The content marketing land rush is on. Everywhere you turn, ad agencies, PR firms, SEO firms and others are claiming to be content creators. However, most of them are coming at content from the wrong angle – and that’s not me saying it, it’s the audience saying it. Okay, it’s me saying it too. The problem with the approach to content marketing so many are taking is that they’re treating content as the next wave of advertising, but it works far better if it’s the next wave of journalism.
If you want to call what those firms are doing “content marketing,” fine. But brand journalism is a higher level of content marketing; journalistic content is better, deeper and more trusted than ad copy or SEO-driven keywords. In 2014, trust must come before the sale; the goal of any marketing strategy should be to build trust with believable, useful content. Doing this requires an editorial sense.
Most marketers have zero editorial instincts. Virtually none of them have ever worked inside a newsroom. That matters if you’re launching a content strategy with the goal of telling great stories and informing the audience.

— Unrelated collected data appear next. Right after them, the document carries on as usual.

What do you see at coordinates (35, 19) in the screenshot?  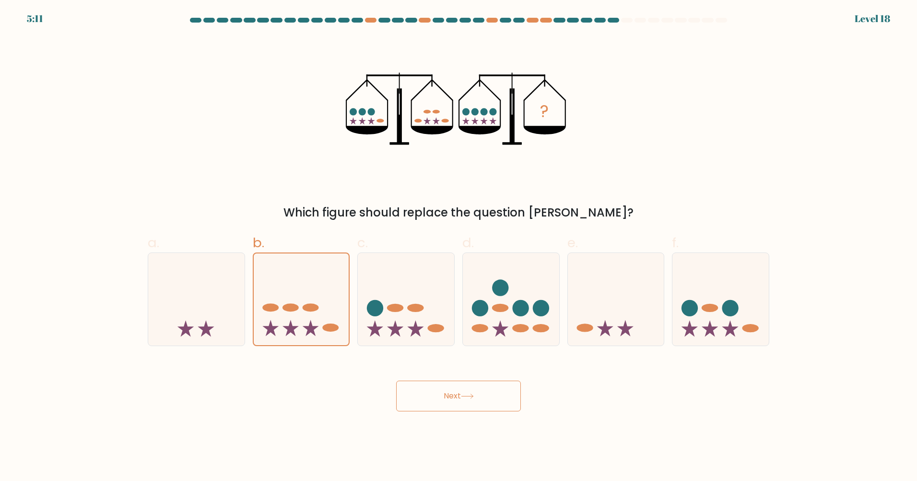 I see `div: 5:11` at bounding box center [35, 19].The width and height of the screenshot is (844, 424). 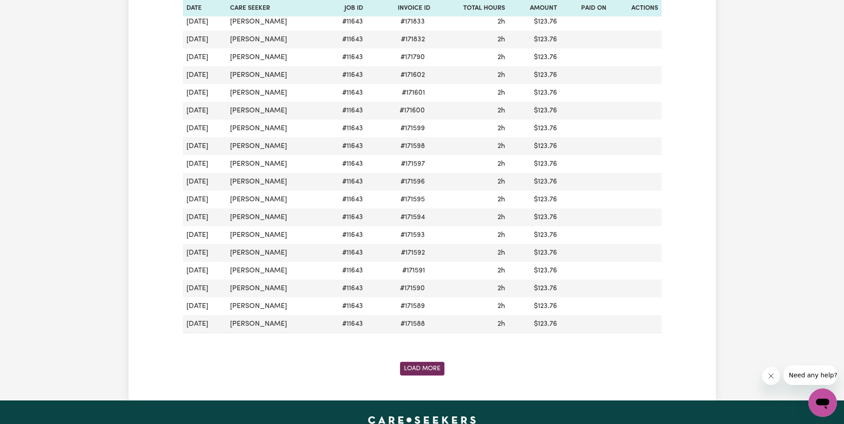 What do you see at coordinates (29, 10) in the screenshot?
I see `span: Need any help?` at bounding box center [29, 10].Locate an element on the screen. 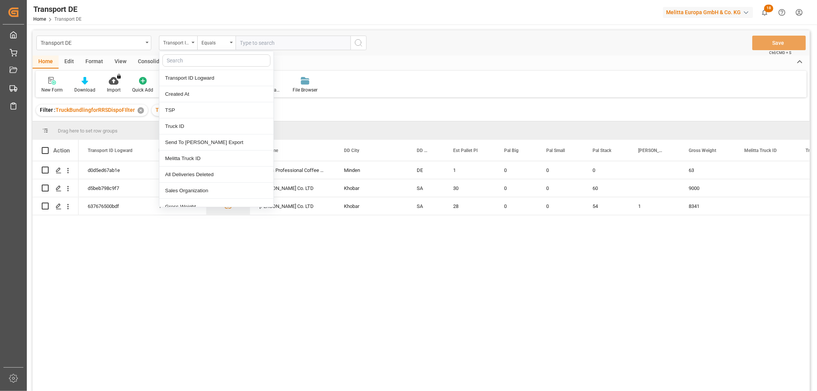 This screenshot has width=817, height=391. div: 63 is located at coordinates (707, 170).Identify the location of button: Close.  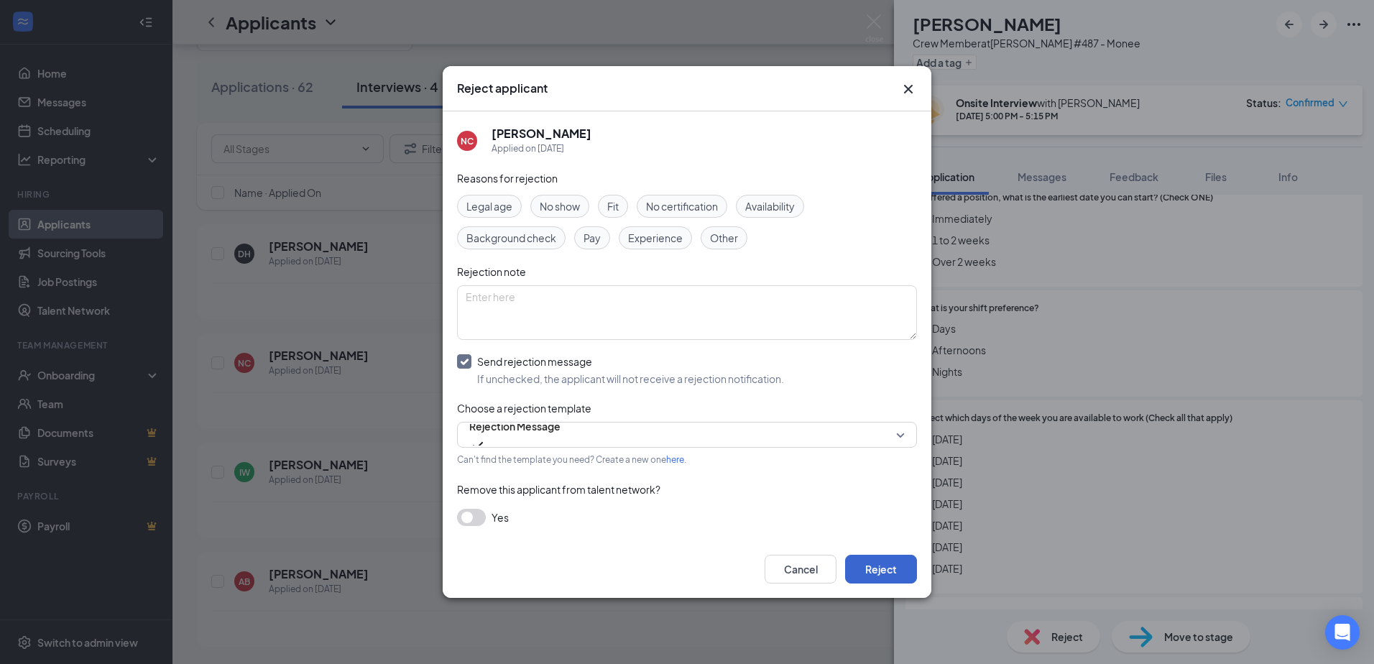
(908, 89).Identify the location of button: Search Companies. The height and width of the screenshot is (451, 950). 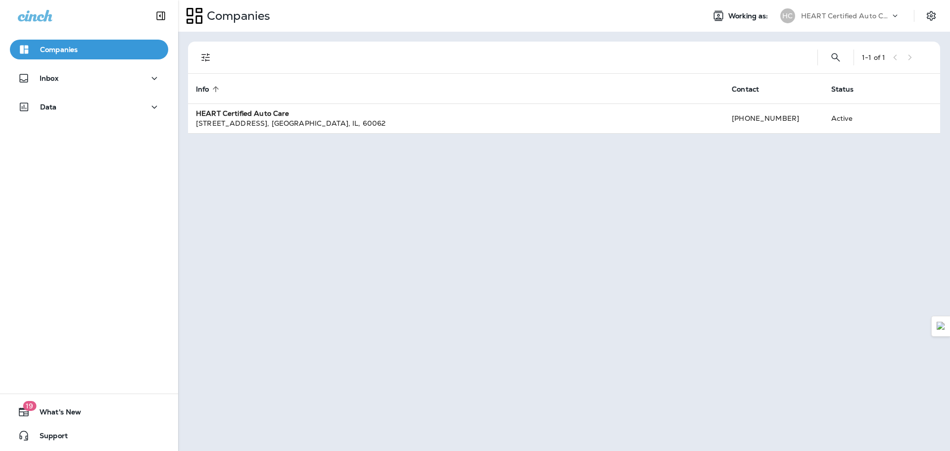
(836, 57).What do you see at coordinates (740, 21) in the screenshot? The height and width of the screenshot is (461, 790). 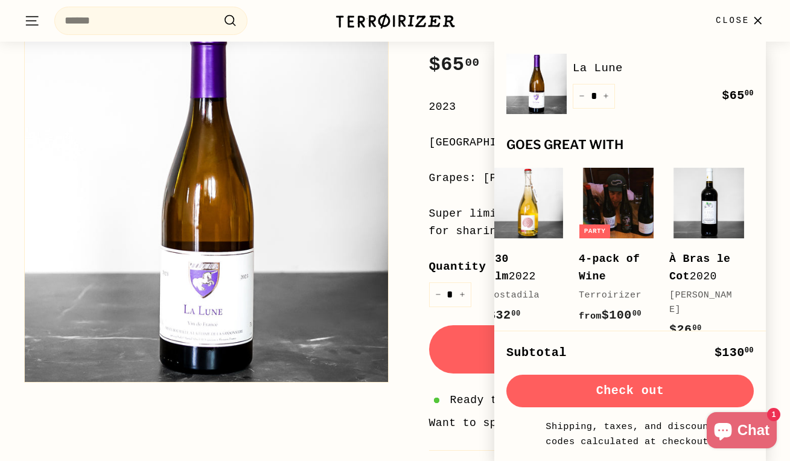 I see `button: Close` at bounding box center [740, 21].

As Contently Managing Editor Joe Lazauskas said in our recent chat “Good editors have great instincts when it comes to content strategy. And a lot of brands are having their content strategy dictated by CMOs who have never worked in editorial. It’s insane.”
Increasingly, it’s possible to use algorithms to approximate an understanding of the audience… although those algorithms seem to be delivering us a lot of listicles and cat videos. They’re fine, and they may drive traffic, but they are not game changers. The value they provide is typically pretty shallow.

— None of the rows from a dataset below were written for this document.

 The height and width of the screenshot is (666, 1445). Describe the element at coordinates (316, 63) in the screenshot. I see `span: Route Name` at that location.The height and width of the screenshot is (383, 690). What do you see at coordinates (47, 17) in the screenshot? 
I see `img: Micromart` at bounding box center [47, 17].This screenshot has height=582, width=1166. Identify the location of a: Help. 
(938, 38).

Great content – journalistic content – is both art and science. Great editors have a kind of sixth sense that enables them to understand what stories will resonate with an audience and be truly impactful. When they first hear a detail or two, they quickly begin to envision what the final product might be. They consider how best to tell the story, and they search out facts and anecdotes that will bring the story to life. They understand how to uncover and tell stories that our brains are hardwired to receive.
This is why brand journalism is a higher level of content marketing. It appeals to the audience’s more human instincts.
Audiences are ever more discriminating and they have more options for information every single day. They see through transparent sales pitches and they tend to shun brands that only try to sell them, while seeking out and engaging with brands that are trying to help them.
Most CMOs have been trained to sell stuff. Most marketers have an inclination towards advertising. That’s a good and valuable thing, but it is also limiting when it comes to creating content that human beings actually want to consume and share.
At Scribewise, we believe that the best content is created specifically for human beings. And that requires human beings to do the work.